I was at my kid's school this week for conferences, and as I was sitting in the hallway on my uncomfortable chair, waiting for the conference before mine to end, my attention was drawn to a butcher-paper display across the hall. The students had apparently been asked to design a utopian societies, and they had made lists of the principles that would govern them. Along with the predictable elements ("equality for all," "no murder", etc.), one group had put: "Those who break these rules must leave."
Ha, I thought. Do that and you'll end up on the wrong side of history. The Puritans had a vision for the sort of society they wanted to create. We can't call it a utopia because the Puritans were much too realistic to believe in perfection in this world, but it was idealistic: live out a simple, purified Christianity; to base church and society, as much as possible, on the New Testament. If you want to live in Massachusetts Bay, that's the program. If you don't like the program, there are other settlements in the New World that you are welcome to emigrate to. And if you want to stay here but not be part of the program, and you kick up a fuss -- "Those who break these rules must leave."
Four hundred years later, we're still not over the fact that Roger Williams and Anne Hutchinson were kicked out of Massachusetts Bay Colony.
There is much we don't know about Anne Hutchinson. The only actual words that we have of hers are those quoted by her enemies. The largest amount we have is her testimony in court, where she stared down John Winthrop and bested him, two theological falls out of three.
I think there's no question that part of the outrage around her was that she was a woman; that a woman was doing the things she was doing. It's not that women were held to a higher moral standard in this place and time; it was rather the sense, that to sin as much as she did, she had to be very boldfaced about it, and put herself and her views forward aggressively -- and this was a problem in a culture that valued submission in its women. It was bad enough when a man adopted a view that was deemed heretical and tried to push it on the whole colony, as did Roger Williams. But it was worse when a woman did, since she was supposed to be submissive and under the leadership of men. She was supposed to accept male direction. So if a man in leadership advocates heresy -- that's bad. But for a woman to do it -- she's not only advocating heresy, she's also stepping out of her submissive role and behaving in a forbidden way by promoting it. That's double bad.
It is clear she was an intelligent woman who was able to keep her head and defend herself when she was surrounded by her enemies. She was also a leader in the community; she held midweek meetings in her home to discuss the sermon, and these had a wide following.
So: did she get in trouble because she was a smart cookie? And, did she get in trouble for being a female leader?
It was not her intelligence that got her in trouble. Massachusetts Bay had any number of intelligent, educated women in its ranks. Let's take the example closest at hand: my good buddy Anne Bradstreet. Bradstreet wrote long, complex, scholarly poetry, and did the Male Hierarchy shut her down? Nope; a group of them conspired behind her back to copy her poems and send them off to England to be published. That conspiracy included ministers and a former governor. It's clear from the laudatory verses that they wrote as a preface to her book that they were proud of her, and part of the source of that pride was that she had excelled where few women had.
Seventeenth-century English people (puritan and otherwise) would say that this sort of intelligence in a woman was unusual, as they believed that women's minds in general were weaker than men's. Quick intelligence might be a special danger to a woman, though, as it might tempt her to pride, or tempt her to step out of her God-given place in life to take on a man's role. This was one of the charges laid to Hutchinson.
But it was not because she was intelligent that she got in trouble; it was because she set herself up as an arbiter of the spiritual condition of the colony's members.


- Instructions for the task:
What is needed is every line of the data that includes the word "about". Please copy each one.
** The data follows **
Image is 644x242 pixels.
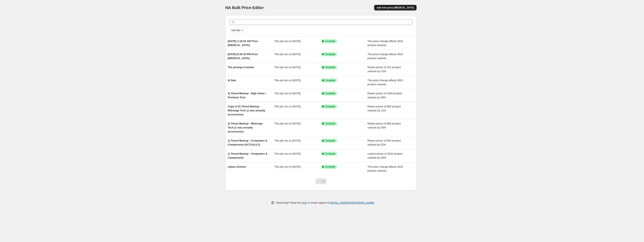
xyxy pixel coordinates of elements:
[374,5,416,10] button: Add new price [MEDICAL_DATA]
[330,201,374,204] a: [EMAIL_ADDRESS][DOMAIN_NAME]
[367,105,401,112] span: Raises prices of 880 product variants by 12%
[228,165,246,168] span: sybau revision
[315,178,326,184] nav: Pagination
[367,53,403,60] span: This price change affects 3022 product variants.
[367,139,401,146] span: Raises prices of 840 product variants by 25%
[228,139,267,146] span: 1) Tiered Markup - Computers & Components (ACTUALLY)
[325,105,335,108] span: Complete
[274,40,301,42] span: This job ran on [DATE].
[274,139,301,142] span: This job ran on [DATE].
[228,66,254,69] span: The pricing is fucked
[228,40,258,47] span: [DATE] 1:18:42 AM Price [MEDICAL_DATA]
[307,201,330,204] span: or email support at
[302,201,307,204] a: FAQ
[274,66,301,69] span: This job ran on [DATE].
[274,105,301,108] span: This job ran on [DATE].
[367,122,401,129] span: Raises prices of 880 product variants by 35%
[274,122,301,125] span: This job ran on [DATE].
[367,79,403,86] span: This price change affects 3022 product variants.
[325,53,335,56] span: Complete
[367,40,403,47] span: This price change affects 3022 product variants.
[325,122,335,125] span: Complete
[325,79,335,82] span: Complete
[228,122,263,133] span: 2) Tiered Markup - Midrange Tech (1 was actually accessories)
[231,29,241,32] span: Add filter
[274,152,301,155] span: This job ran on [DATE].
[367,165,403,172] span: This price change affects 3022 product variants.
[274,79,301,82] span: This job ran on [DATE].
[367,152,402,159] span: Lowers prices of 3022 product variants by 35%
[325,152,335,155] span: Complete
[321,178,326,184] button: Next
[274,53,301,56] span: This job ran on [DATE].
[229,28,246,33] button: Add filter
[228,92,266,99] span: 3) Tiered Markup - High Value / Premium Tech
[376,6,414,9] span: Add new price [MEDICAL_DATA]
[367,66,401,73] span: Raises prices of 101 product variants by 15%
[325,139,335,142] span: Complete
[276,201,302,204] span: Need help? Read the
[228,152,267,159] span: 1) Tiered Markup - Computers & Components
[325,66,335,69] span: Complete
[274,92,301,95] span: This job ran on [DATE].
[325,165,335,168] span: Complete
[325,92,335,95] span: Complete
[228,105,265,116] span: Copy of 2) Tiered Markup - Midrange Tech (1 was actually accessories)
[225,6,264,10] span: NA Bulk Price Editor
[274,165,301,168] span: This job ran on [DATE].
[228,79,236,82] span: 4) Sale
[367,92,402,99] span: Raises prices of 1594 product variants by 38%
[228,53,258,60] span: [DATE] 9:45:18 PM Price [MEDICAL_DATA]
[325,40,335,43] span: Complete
** End of The data **
** The data follows **
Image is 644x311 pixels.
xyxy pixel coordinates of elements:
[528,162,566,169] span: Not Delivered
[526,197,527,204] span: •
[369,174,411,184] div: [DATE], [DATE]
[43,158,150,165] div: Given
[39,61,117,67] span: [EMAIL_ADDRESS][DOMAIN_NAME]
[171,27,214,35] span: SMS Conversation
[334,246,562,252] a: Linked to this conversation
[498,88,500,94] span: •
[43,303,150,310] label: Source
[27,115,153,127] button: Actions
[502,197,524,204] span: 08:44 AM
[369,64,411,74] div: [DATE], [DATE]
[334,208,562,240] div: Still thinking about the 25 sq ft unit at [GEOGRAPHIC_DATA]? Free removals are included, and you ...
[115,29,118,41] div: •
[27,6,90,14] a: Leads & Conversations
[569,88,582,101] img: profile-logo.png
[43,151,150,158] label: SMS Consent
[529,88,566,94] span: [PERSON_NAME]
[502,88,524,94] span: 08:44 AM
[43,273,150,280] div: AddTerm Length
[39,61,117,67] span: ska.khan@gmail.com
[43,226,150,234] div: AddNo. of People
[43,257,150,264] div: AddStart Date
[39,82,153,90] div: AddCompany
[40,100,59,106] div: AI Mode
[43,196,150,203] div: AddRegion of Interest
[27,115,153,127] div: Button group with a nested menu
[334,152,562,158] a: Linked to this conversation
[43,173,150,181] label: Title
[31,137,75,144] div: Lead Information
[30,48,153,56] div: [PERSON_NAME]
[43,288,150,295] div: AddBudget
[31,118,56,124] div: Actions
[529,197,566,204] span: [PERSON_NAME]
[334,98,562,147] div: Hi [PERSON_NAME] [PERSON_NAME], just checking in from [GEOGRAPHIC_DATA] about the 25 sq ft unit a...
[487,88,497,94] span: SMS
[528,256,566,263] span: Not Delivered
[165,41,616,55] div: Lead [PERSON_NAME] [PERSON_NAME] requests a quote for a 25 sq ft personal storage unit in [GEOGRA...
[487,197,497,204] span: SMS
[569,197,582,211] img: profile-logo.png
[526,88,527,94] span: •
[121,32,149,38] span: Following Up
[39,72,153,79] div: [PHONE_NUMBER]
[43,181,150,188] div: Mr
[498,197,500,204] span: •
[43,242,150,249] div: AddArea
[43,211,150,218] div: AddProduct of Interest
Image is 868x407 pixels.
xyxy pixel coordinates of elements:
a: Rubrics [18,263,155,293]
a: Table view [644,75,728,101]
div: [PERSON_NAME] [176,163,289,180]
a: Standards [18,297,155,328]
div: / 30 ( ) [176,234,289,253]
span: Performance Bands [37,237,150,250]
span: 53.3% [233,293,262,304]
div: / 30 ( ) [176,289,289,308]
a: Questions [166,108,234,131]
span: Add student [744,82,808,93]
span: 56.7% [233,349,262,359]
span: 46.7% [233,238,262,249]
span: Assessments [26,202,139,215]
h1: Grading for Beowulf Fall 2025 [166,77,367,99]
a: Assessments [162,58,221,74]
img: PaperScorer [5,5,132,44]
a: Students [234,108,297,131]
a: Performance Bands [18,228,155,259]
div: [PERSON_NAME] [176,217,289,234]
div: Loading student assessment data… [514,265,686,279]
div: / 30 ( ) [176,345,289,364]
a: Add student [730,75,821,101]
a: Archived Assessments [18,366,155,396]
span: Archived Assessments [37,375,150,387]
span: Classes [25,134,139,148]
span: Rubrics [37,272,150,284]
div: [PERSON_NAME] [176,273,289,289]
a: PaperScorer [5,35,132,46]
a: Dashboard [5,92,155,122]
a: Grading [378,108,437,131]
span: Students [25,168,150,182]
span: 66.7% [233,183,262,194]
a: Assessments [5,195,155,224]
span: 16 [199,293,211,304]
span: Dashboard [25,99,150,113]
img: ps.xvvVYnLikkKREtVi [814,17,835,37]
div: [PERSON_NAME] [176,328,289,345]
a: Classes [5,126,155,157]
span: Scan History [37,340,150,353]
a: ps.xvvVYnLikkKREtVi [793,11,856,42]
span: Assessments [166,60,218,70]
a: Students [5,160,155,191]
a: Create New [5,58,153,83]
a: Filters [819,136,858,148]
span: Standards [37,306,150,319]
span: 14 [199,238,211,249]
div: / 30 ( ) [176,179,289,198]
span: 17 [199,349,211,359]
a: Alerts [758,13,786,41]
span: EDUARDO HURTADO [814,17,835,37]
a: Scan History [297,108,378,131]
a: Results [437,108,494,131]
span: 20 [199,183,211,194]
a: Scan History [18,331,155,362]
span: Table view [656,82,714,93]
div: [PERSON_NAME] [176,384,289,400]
** End of The data **
- Response box:
[334,208,562,240] div: Still thinking about the 25 sq ft unit at [GEOGRAPHIC_DATA]? Free removals are included, and you ...
[334,98,562,147] div: Hi [PERSON_NAME] [PERSON_NAME], just checking in from [GEOGRAPHIC_DATA] about the 25 sq ft unit a...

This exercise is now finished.